━━━━━ GIVEN DATA
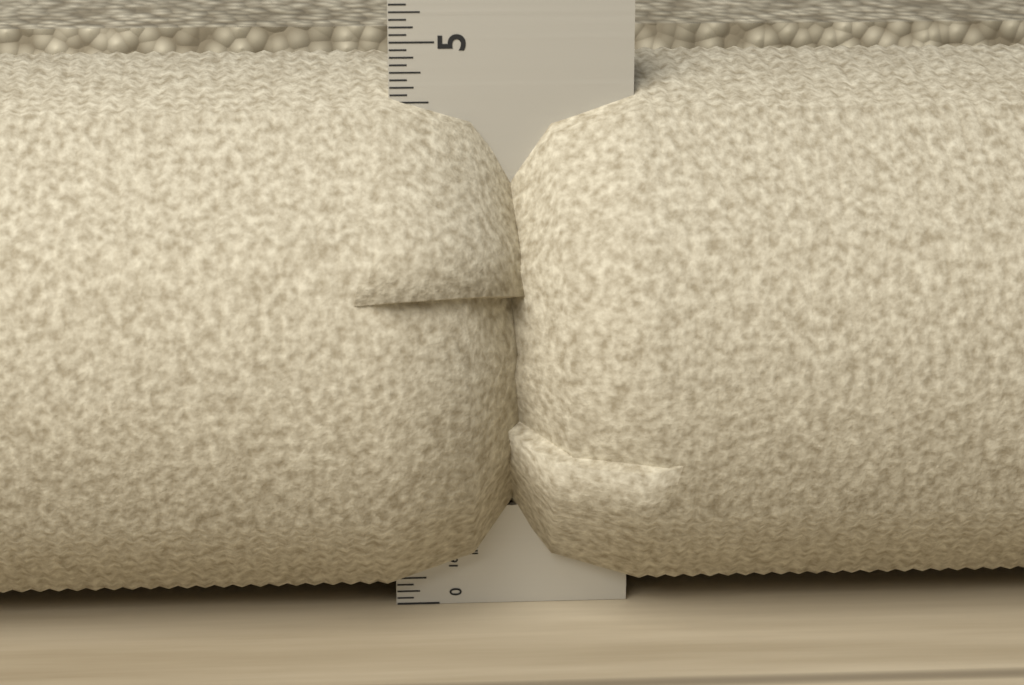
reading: 4.8125 in
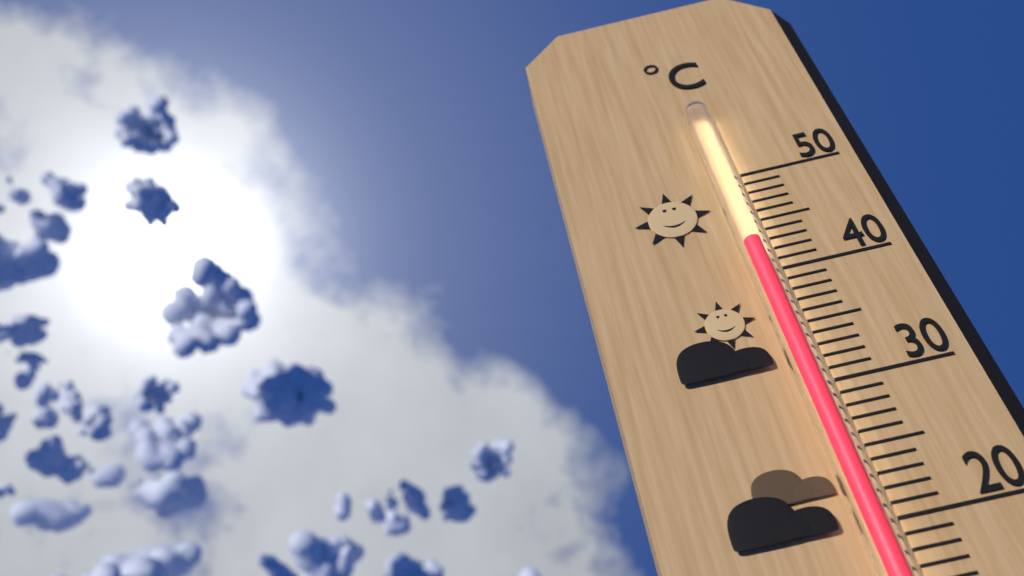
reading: 42 °C
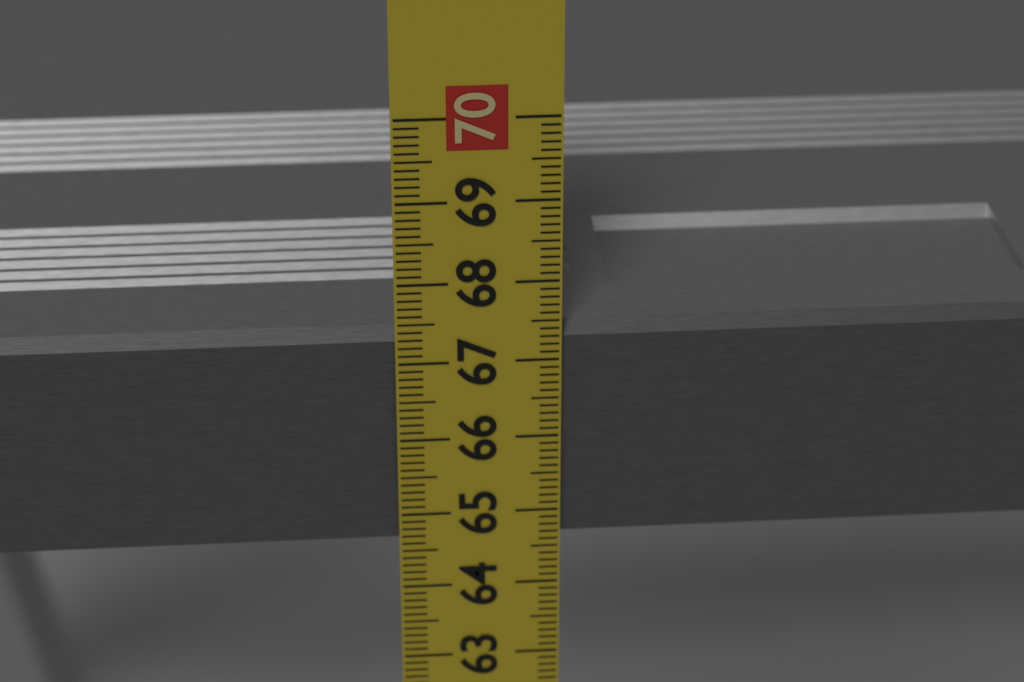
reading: 67.4 cm
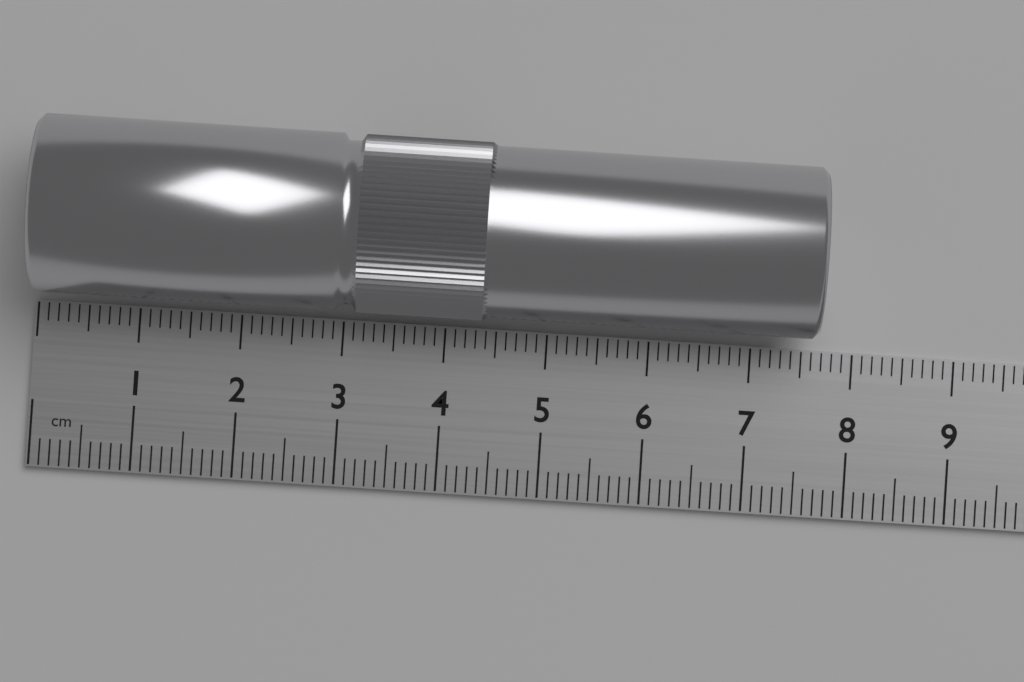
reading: 7.6 cm
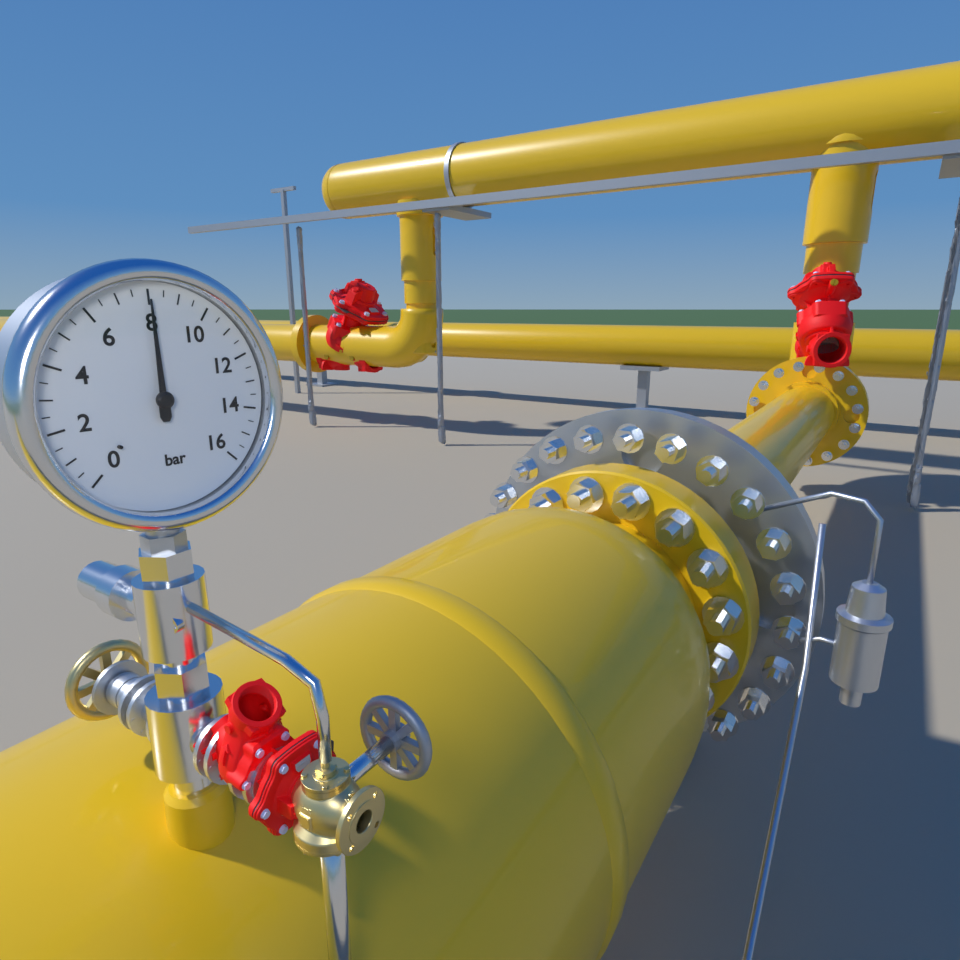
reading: 8.0 bar
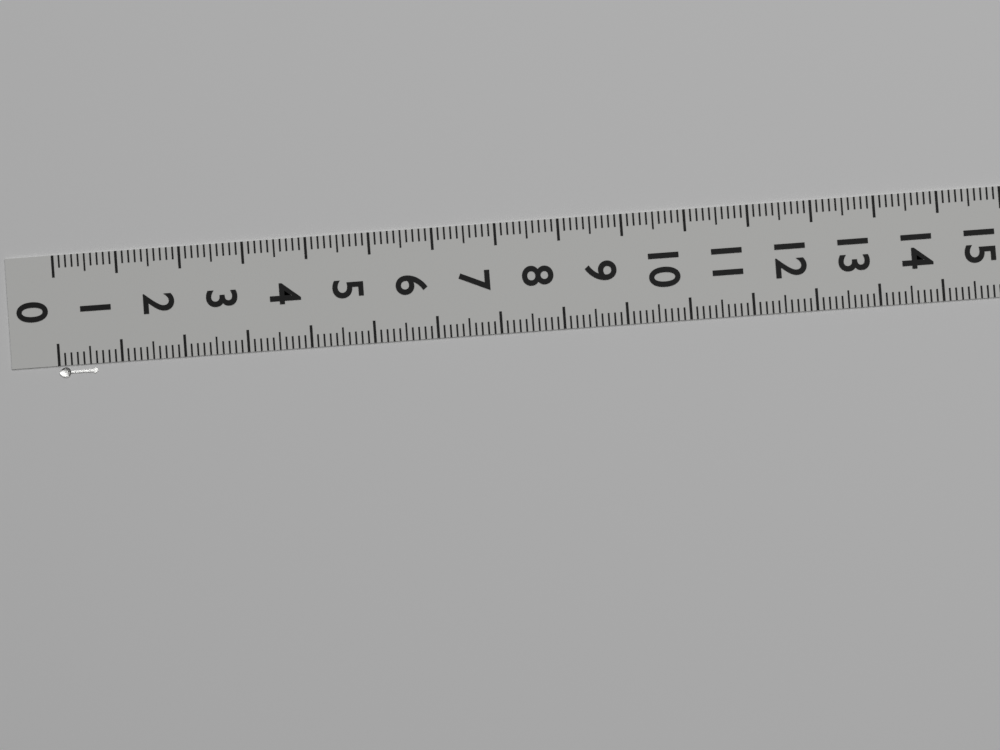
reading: 0.6 (no unit)
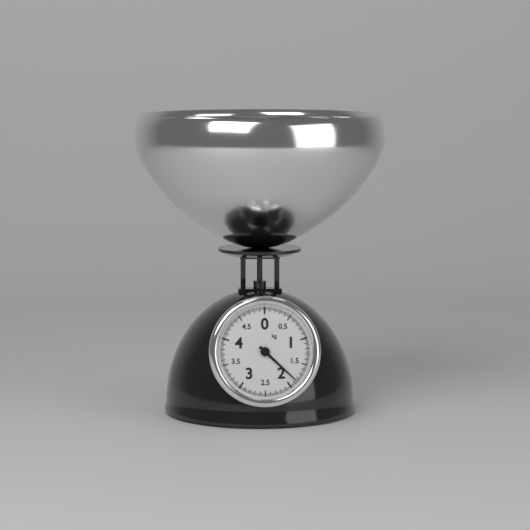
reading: 1.850 kg
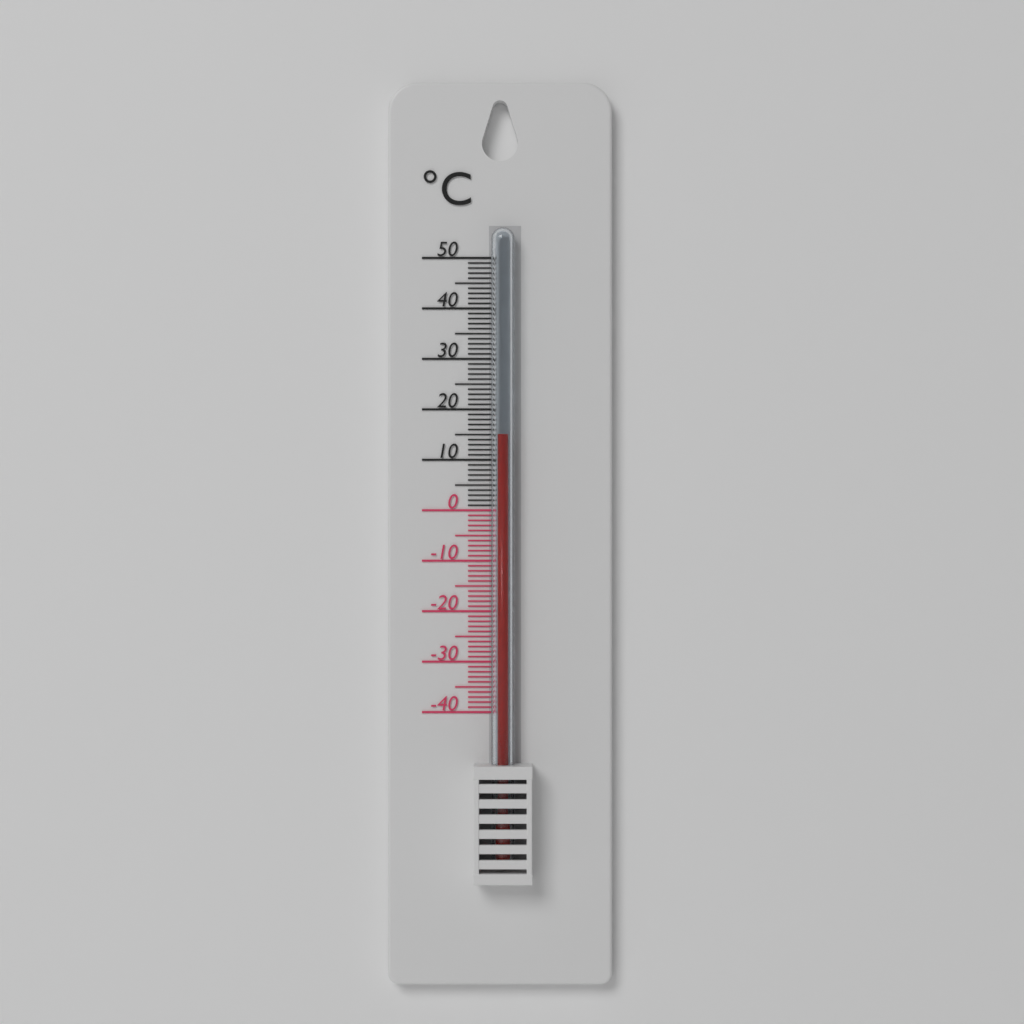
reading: 15 °C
━━━━━━━━━━
TASK DESCRIPTION: Start to finish, write out the data above exactly, omitting all pictures.

WRITTEN SOLUTION:
reading: 4.8125 in
reading: 42 °C
reading: 67.4 cm
reading: 7.6 cm
reading: 8.0 bar
reading: 0.6 (no unit)
reading: 1.850 kg
reading: 15 °C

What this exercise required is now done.